Lorries unloading on double yellow lines outside a supermarket are making turning out of a nearby road an “accident waiting to happen”.

Paul Whiteman, who lives in St Pauls Place, just off the Hatfield Road, St Albans, has claimed that lorries arriving with deliveries for the Tesco Express store park on double yellow lines and leave him unable to see when turning right from his road.

He said: “It is always busy along there because of the Tesco and there is a mosque which holds prayers on a Friday.

“In the mornings when I leave to go to work about half seven to quarter to eight the lorries turn up to do their deliveries and park there and do their unloading.

“They pull up just outside it and park on the double yellow lines or across the parking spaces and sometimes there is another lorry on the opposite side of the road so when you come out of it you can’t see anything at all along the whole length of road to the right or any traffic coming.”

He added that although there was a back entrance to the store accessible from St Pauls Place, the lorries never used it as “there are usually too many cars and it is too tight for them”.

He went on: “The drivers see you struggling but none of them try to help you.

“Quite often I turn left and then go round the houses just because it is so dangerous turning right.

“They should either come round the back or they could have someone from the store stood at the end redirecting traffic.”

He added that a council traffic warden informed him that wardens were only required to ask a vehicle to move off double yellow lines if it was obstructing a pathway, which St Albans head of legal services, Mike Lovelady, disputed.

He said: “Parking wardens working on behalf of the council do have not have enforcement powers in relation to obstruction of the path or road.

“Where residents are concerned about the activity causing an obstruction to pedestrians or road users, they can report the matter to the police.”

He added that under parking regulations, vehicles were allowed to load and unload on single and double yellow lines “provided no obstruction is caused, the unloading and loading is continuous and visible, the time taken is appropriate for the items being delivered or collected, and the vehicle is removed once this activity is completed”.

A spokesman for Tesco said: “We have asked all the lorries that serve our Hatfield Road store to call ahead before they arrive to make sure there is space to deliver.

“We are also reviewing our delivery risk assessment to make sure all our drivers adopt the right route.”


*WORK TO BE COMPLETED*
The whole listing below needs to be duplicated exactly, pictures aside.

*GIVEN RECORDS*
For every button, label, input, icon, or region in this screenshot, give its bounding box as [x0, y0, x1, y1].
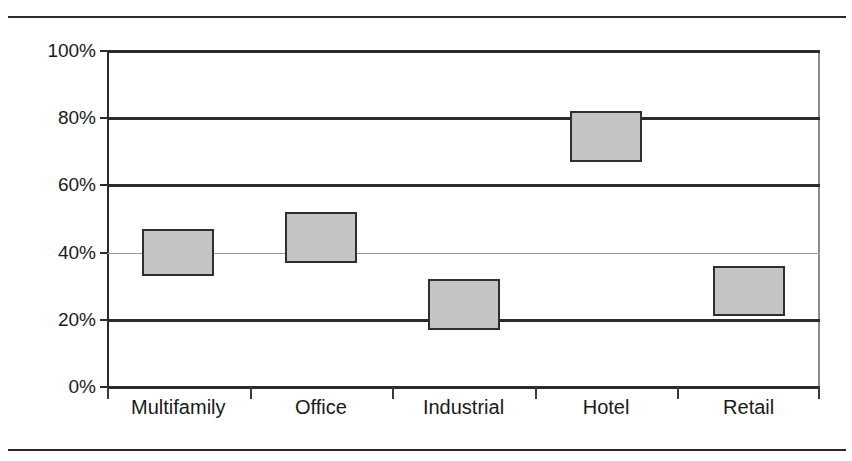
- x-tick-1: [250, 387, 252, 399]
- x-tick-3: [535, 387, 537, 399]
- gridline-0: [107, 386, 820, 389]
- gridline-80: [107, 117, 820, 120]
- y-tick-label-0: 0%: [0, 376, 96, 398]
- x-tick-2: [392, 387, 394, 399]
- x-tick-4: [677, 387, 679, 399]
- gridline-100: [107, 50, 820, 53]
- x-tick-edge-0: [107, 387, 109, 399]
- y-tick-label-100: 100%: [0, 40, 96, 62]
- range-box-retail: [713, 266, 785, 316]
- y-tick-label-40: 40%: [0, 242, 96, 264]
- page-rule-bottom: [8, 449, 846, 451]
- y-axis-line: [107, 51, 109, 387]
- x-axis-label-multifamily: Multifamily: [131, 396, 225, 419]
- x-axis-label-retail: Retail: [723, 396, 774, 419]
- y-tick-label-60: 60%: [0, 174, 96, 196]
- range-box-industrial: [428, 279, 500, 329]
- x-axis-label-hotel: Hotel: [583, 396, 630, 419]
- range-box-hotel: [570, 111, 642, 161]
- x-axis-label-office: Office: [295, 396, 347, 419]
- y-axis: 100%80%60%40%20%0%: [0, 51, 96, 387]
- x-axis-label-industrial: Industrial: [423, 396, 504, 419]
- gridline-60: [107, 184, 820, 187]
- y-tick-label-20: 20%: [0, 309, 96, 331]
- chart-figure: 100%80%60%40%20%0% MultifamilyOfficeIndu…: [0, 0, 852, 461]
- plot-area: [107, 51, 820, 387]
- x-tick-edge-5: [818, 387, 820, 399]
- range-box-office: [285, 212, 357, 262]
- cropped-title-remnant: [560, 0, 750, 5]
- page-rule-top: [8, 16, 846, 18]
- plot-right-border: [818, 51, 820, 387]
- y-tick-label-80: 80%: [0, 107, 96, 129]
- range-box-multifamily: [142, 229, 214, 276]
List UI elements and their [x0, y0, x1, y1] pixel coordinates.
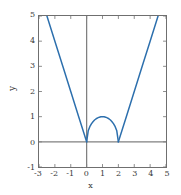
x-tick-label: -2	[50, 170, 58, 178]
series-left-branch	[47, 16, 87, 142]
y-tick-label: 1	[16, 113, 35, 121]
series-right-branch	[118, 16, 158, 142]
plot-area	[38, 15, 167, 168]
chart-figure: -3-2-1012345 -1012345 x y	[0, 0, 181, 195]
x-tick-label: 3	[132, 170, 137, 178]
series-semicircular-arc	[87, 117, 119, 142]
y-tick-label: -1	[16, 164, 35, 172]
y-axis-title: y	[8, 81, 17, 97]
x-tick-label: 1	[100, 170, 105, 178]
x-tick-label: 5	[164, 170, 169, 178]
y-tick-label: 2	[16, 88, 35, 96]
x-tick-label: 4	[148, 170, 153, 178]
y-tick-label: 5	[16, 11, 35, 19]
y-tick-label: 0	[16, 139, 35, 147]
x-tick-label: 2	[116, 170, 121, 178]
y-tick-label: 4	[16, 37, 35, 45]
y-tick-label: 3	[16, 62, 35, 70]
x-tick-label: -1	[66, 170, 74, 178]
x-tick-label: -3	[34, 170, 42, 178]
x-axis-title: x	[0, 182, 181, 190]
x-tick-label: 0	[84, 170, 89, 178]
plot-canvas	[39, 16, 166, 167]
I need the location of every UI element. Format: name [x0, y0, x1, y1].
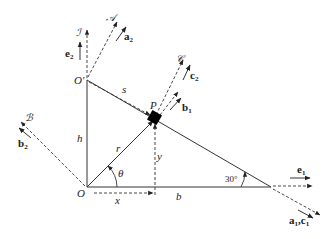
e1-label: e1	[297, 163, 306, 177]
frame-A-label: 𝒜	[106, 12, 119, 23]
frame-B-axis	[21, 122, 85, 186]
length-r-label: r	[116, 142, 121, 154]
length-b-label: b	[176, 190, 182, 202]
kinematics-diagram: ℐ e2 𝒜 a2 ℬ b2 𝒞 c2 b1 e1 a1,c1 O′ O P s…	[0, 0, 334, 239]
angle-theta-label: θ	[118, 167, 124, 179]
a2-label: a2	[124, 30, 134, 44]
b1-label: b1	[182, 101, 192, 115]
frame-I-label: ℐ	[76, 27, 83, 38]
frame-B-label: ℬ	[25, 112, 34, 123]
length-h-label: h	[77, 132, 83, 144]
length-s-label: s	[122, 83, 126, 95]
point-P-label: P	[149, 99, 157, 111]
frame-C-label: 𝒞	[176, 53, 186, 64]
c2-label: c2	[190, 69, 199, 83]
b1-arrow	[170, 98, 181, 110]
incline-angle-arc	[241, 172, 245, 187]
e2-label: e2	[65, 47, 74, 61]
theta-arc	[108, 166, 117, 187]
incline-edge	[87, 80, 271, 187]
a1c1-dashed-axis	[273, 189, 320, 215]
frame-A-axis	[88, 22, 117, 77]
point-O-prime-label: O′	[74, 74, 85, 86]
angle-30-label: 30°	[225, 174, 238, 184]
length-y-label: y	[156, 150, 162, 162]
length-x-label: x	[114, 194, 120, 206]
a1c1-label: a1,c1	[289, 214, 310, 228]
frame-C-axis	[156, 60, 183, 115]
c2-arrow	[183, 65, 190, 80]
point-O-label: O	[77, 187, 85, 199]
b2-label: b2	[18, 137, 28, 151]
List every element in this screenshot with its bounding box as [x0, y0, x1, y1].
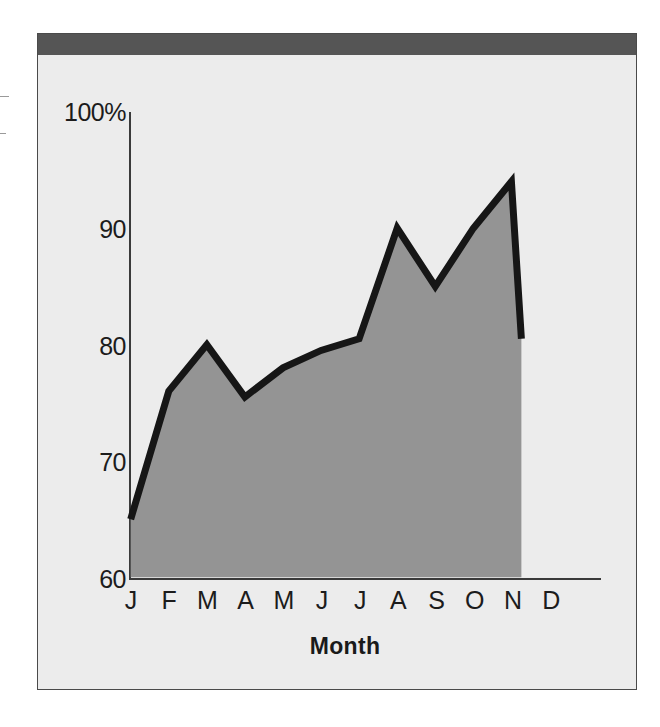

*EXERCISE ANSWER*
For every button, label, input, icon, or region in this screenshot, give its bounding box as [x0, y0, x1, y1].
- x-tick-1: [250, 387, 252, 399]
- x-tick-3: [535, 387, 537, 399]
- gridline-0: [107, 386, 820, 389]
- gridline-80: [107, 117, 820, 120]
- y-tick-label-0: 0%: [0, 376, 96, 398]
- x-tick-2: [392, 387, 394, 399]
- x-tick-4: [677, 387, 679, 399]
- gridline-100: [107, 50, 820, 53]
- x-tick-edge-0: [107, 387, 109, 399]
- y-tick-label-100: 100%: [0, 40, 96, 62]
- range-box-retail: [713, 266, 785, 316]
- y-tick-label-40: 40%: [0, 242, 96, 264]
- page-rule-bottom: [8, 449, 846, 451]
- y-axis-line: [107, 51, 109, 387]
- x-axis-label-multifamily: Multifamily: [131, 396, 225, 419]
- x-axis-label-retail: Retail: [723, 396, 774, 419]
- y-tick-label-60: 60%: [0, 174, 96, 196]
- range-box-industrial: [428, 279, 500, 329]
- x-axis-label-hotel: Hotel: [583, 396, 630, 419]
- range-box-hotel: [570, 111, 642, 161]
- x-axis-label-office: Office: [295, 396, 347, 419]
- y-axis: 100%80%60%40%20%0%: [0, 51, 96, 387]
- x-axis-label-industrial: Industrial: [423, 396, 504, 419]
- gridline-60: [107, 184, 820, 187]
- y-tick-label-20: 20%: [0, 309, 96, 331]
- chart-figure: 100%80%60%40%20%0% MultifamilyOfficeIndu…: [0, 0, 852, 461]
- plot-area: [107, 51, 820, 387]
- x-tick-edge-5: [818, 387, 820, 399]
- range-box-office: [285, 212, 357, 262]
- cropped-title-remnant: [560, 0, 750, 5]
- page-rule-top: [8, 16, 846, 18]
- plot-right-border: [818, 51, 820, 387]
- y-tick-label-80: 80%: [0, 107, 96, 129]
- range-box-multifamily: [142, 229, 214, 276]
List UI elements and their [x0, y0, x1, y1] pixel coordinates.
x-tick-label: -2	[50, 170, 58, 178]
series-left-branch	[47, 16, 87, 142]
y-tick-label: 1	[16, 113, 35, 121]
series-right-branch	[118, 16, 158, 142]
plot-area	[38, 15, 167, 168]
chart-figure: -3-2-1012345 -1012345 x y	[0, 0, 181, 195]
x-tick-label: 3	[132, 170, 137, 178]
series-semicircular-arc	[87, 117, 119, 142]
y-tick-label: -1	[16, 164, 35, 172]
y-axis-title: y	[8, 81, 17, 97]
x-tick-label: 1	[100, 170, 105, 178]
x-tick-label: 5	[164, 170, 169, 178]
y-tick-label: 2	[16, 88, 35, 96]
x-tick-label: 4	[148, 170, 153, 178]
y-tick-label: 5	[16, 11, 35, 19]
y-tick-label: 0	[16, 139, 35, 147]
x-tick-label: 2	[116, 170, 121, 178]
y-tick-label: 4	[16, 37, 35, 45]
y-tick-label: 3	[16, 62, 35, 70]
x-tick-label: -1	[66, 170, 74, 178]
x-tick-label: -3	[34, 170, 42, 178]
x-axis-title: x	[0, 182, 181, 190]
x-tick-label: 0	[84, 170, 89, 178]
plot-canvas	[39, 16, 166, 167]
I need the location of every UI element. Format: name [x0, y0, x1, y1].
e1-label: e1	[297, 163, 306, 177]
frame-A-label: 𝒜	[106, 12, 119, 23]
frame-B-axis	[21, 122, 85, 186]
length-r-label: r	[116, 142, 121, 154]
length-b-label: b	[176, 190, 182, 202]
kinematics-diagram: ℐ e2 𝒜 a2 ℬ b2 𝒞 c2 b1 e1 a1,c1 O′ O P s…	[0, 0, 334, 239]
angle-theta-label: θ	[118, 167, 124, 179]
a2-label: a2	[124, 30, 134, 44]
b1-label: b1	[182, 101, 192, 115]
frame-I-label: ℐ	[76, 27, 83, 38]
frame-B-label: ℬ	[25, 112, 34, 123]
length-h-label: h	[77, 132, 83, 144]
length-s-label: s	[122, 83, 126, 95]
point-P-label: P	[149, 99, 157, 111]
frame-C-label: 𝒞	[176, 53, 186, 64]
c2-label: c2	[190, 69, 199, 83]
b1-arrow	[170, 98, 181, 110]
incline-angle-arc	[241, 172, 245, 187]
e2-label: e2	[65, 47, 74, 61]
theta-arc	[108, 166, 117, 187]
incline-edge	[87, 80, 271, 187]
a1c1-dashed-axis	[273, 189, 320, 215]
frame-A-axis	[88, 22, 117, 77]
point-O-prime-label: O′	[74, 74, 85, 86]
angle-30-label: 30°	[225, 174, 238, 184]
length-y-label: y	[156, 150, 162, 162]
length-x-label: x	[114, 194, 120, 206]
a1c1-label: a1,c1	[289, 214, 310, 228]
frame-C-axis	[156, 60, 183, 115]
c2-arrow	[183, 65, 190, 80]
point-O-label: O	[77, 187, 85, 199]
b2-label: b2	[18, 137, 28, 151]
List every element in this screenshot with its bounding box as [x0, y0, x1, y1].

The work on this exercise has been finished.